Incorrect — the vocative answers no question; it is the form of direct address.
✅ Recognising the vocative whenever you are calling out to or addressing someone.
Correct — e.g. 'Karle!' to get Karel's attention.
❌ Ignoring the case number when a dictionary says a verb takes the 3. pád.
Incorrect — the number is the standard Czech way of stating case government.
✅ Reading '3. pád' as 'dative — the komu? čemu? case'.
Correct — link each number to its case and question.
Key takeaways
- The seven cases, in order: nominativ (kdo? co?), genitiv (koho? čeho?), dativ (komu? čemu?), akuzativ (koho? co?), vokativ (direct address), lokál (o kom? o čem?), instrumentál (kým? čím?).
- To find a noun's case, ask the questions against the verb — the one it answers names the case.
- Czechs refer to cases by number (1.–7. pád); link each number to its question.
- The genitive and accusative both use koho? for people — separate them with čeho? vs co? and by which verb governs the noun.
Now practice Czech
Reading grammar gets you part of the way.
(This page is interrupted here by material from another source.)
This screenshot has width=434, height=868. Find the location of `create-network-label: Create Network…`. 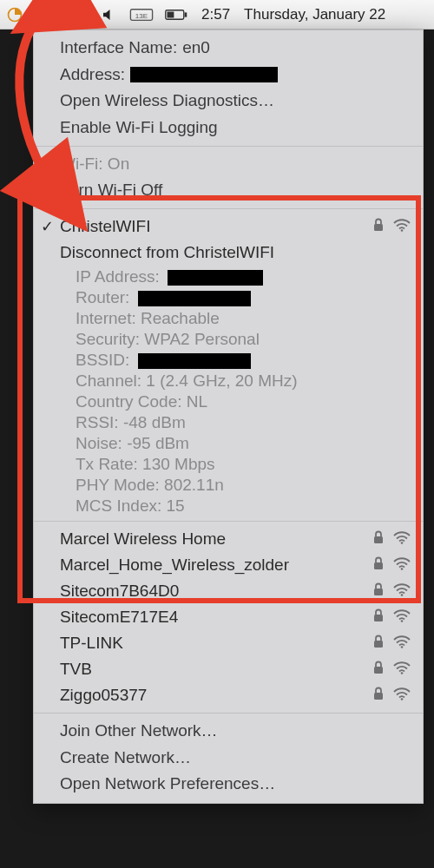

create-network-label: Create Network… is located at coordinates (125, 759).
The exercises are where it sticks — free, no signup needed.
Start learning Czech→Related Topics
- What Cases Are and Why Czech InflectsA1 — An introduction to the Czech case system and how grammatical relationships are marked by endings rather than word order.
- The Czech Case Numbers (1.–7. pád)A1 — Why Czechs number their cases and how the numbering maps to the case names.
- The Nominative as SubjectA1 — Using the nominative case for the subject of the sentence — the doer of the action.
- The Genitive of PossessionA1 — Using the genitive to express possession and the 'of' relationship between two nouns.
- The Accusative as Direct ObjectA1 — How the Czech accusative case marks the direct object — the noun that receives the action — and why the ending, not word order, does the work.